Like a node with two state like active/inactive and checkedin/
checkedout icon. Is it possible to do with multiple stateimagelist?
Else someother way to accomplish this?
Thanks in advance.

Thanks,
Prince
Peter Duniho - 20 Mar 2008 07:19 GMT
> Hi,
>
>    In a treeview, I want to display tree nodes with multiple state.
> Like a node with two state like active/inactive and checkedin/
> checkedout icon. Is it possible to do with multiple stateimagelist?

I don't think so.

> Else someother way to accomplish this?

You can set the TreeView.DrawMode property to OwnerDrawAll, and handle the  
node drawing event, so that you can draw whatever images you want for the  
node.

Pete
Marc Gravell - 20 Mar 2008 09:05 GMT
Another option; rather than tying to draw everything, perhaps just use
different combinations of images to represent the different states. I use
this approach, and rather than create lots of physical images (for every
combination) I build the image-list at runtime by stitching together the
component images as required against a composite key.

In particular, I use this to create a tri-state checked tree cross-joined
with support for a category glyph, cross-joined with loaded/unloaded (greyed
out - it is lazy-loading) - so a "checked, machine, loaded" might have an
image with "CML" in the key, where-as an "indeterminate, printer, unloaded"
might have "IPU" etc.

I can post code for creating the image list (stitching images together etc)
if you need.

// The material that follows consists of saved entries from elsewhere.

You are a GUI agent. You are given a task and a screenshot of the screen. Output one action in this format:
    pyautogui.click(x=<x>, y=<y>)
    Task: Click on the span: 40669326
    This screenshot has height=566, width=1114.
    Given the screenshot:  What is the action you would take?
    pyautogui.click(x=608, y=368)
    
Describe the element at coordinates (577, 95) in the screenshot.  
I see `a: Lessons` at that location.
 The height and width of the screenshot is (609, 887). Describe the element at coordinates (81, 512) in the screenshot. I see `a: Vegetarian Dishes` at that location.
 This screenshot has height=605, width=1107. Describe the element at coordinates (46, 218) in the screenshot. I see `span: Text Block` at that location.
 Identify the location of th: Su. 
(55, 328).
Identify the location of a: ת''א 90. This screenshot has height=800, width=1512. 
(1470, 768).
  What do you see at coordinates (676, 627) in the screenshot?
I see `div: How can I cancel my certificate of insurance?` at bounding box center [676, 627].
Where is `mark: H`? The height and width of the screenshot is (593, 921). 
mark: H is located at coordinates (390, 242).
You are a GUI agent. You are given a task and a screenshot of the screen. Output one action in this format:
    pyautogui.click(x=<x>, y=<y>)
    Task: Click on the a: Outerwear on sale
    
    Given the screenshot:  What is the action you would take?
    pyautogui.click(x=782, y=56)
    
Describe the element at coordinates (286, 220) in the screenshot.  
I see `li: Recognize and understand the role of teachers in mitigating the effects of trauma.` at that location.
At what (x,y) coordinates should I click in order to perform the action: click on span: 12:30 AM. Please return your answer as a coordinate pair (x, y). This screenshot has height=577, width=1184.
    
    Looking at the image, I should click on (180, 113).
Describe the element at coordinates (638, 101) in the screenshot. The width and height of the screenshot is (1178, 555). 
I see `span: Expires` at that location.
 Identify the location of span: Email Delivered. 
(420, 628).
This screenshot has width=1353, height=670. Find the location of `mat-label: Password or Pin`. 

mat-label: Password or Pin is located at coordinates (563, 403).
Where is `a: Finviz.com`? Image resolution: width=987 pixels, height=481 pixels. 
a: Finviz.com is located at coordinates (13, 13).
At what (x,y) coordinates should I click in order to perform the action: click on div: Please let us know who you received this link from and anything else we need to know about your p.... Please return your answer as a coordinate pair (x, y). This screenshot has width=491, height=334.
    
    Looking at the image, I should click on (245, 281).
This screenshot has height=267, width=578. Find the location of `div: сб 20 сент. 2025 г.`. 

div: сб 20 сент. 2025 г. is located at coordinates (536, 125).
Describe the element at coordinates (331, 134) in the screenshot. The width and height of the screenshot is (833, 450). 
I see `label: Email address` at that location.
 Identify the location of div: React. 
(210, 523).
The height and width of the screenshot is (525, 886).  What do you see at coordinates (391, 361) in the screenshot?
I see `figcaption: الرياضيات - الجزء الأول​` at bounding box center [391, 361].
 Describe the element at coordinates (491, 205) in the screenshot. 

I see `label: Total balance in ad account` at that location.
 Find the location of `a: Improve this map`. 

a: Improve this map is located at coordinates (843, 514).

The hit-test code to check/uncheck (to simulate a tristate) is
trickier...

Marc
Peter Duniho - 20 Mar 2008 17:47 GMT
> Another option; rather than tying to draw everything, perhaps just use
> different combinations of images to represent the different states.

True.  It can get out of hand if you're talking a lot of different  
possibilities, but assuming the actual possible combinations are  
relatively few and they can all be represented in a single image (I seem  
to recall a size restriction on the Image in the ImageList, but don't  
remember the specifics off the top of my head), this is certainly one  
valid approach.

Pete
Gunjan Karun - 20 Mar 2008 21:03 GMT
> Hi,
>
[quoted text clipped - 6 lines]
> Thanks,
> Prince

Its completely possible.
I wrote a small program to test this.

Regards
Prateek Raman
vvnraman - 21 Mar 2008 15:59 GMT
> Hi,
>
[quoted text clipped - 6 lines]
> Thanks,
> Prince

Hi Wallace
Its possible to use any number of StateImageList for your TreeView
control.
Make as many ImageList objects as you wish to have as

System.Drawing.ImageList imgList1 = new System.Drawing.ImageList();
System.Drawing.ImageList imgList2 = new System.Drawing.ImageList();

Now add some images you wish to use as the states of the TreeView
control
as resources. You can do this by opening the
<Project Name>\Properties\Resources.resx file and choosing to add
existing file.

Assume the files as Slow1, Fast1, Slow2, Fast2 (in your case they
should
be active, inactive, checkedin, checkedout). (It will probably be an
image file,
i.e. jpg or png or bmp. In my case its png, i.e. Slow1.png and so on)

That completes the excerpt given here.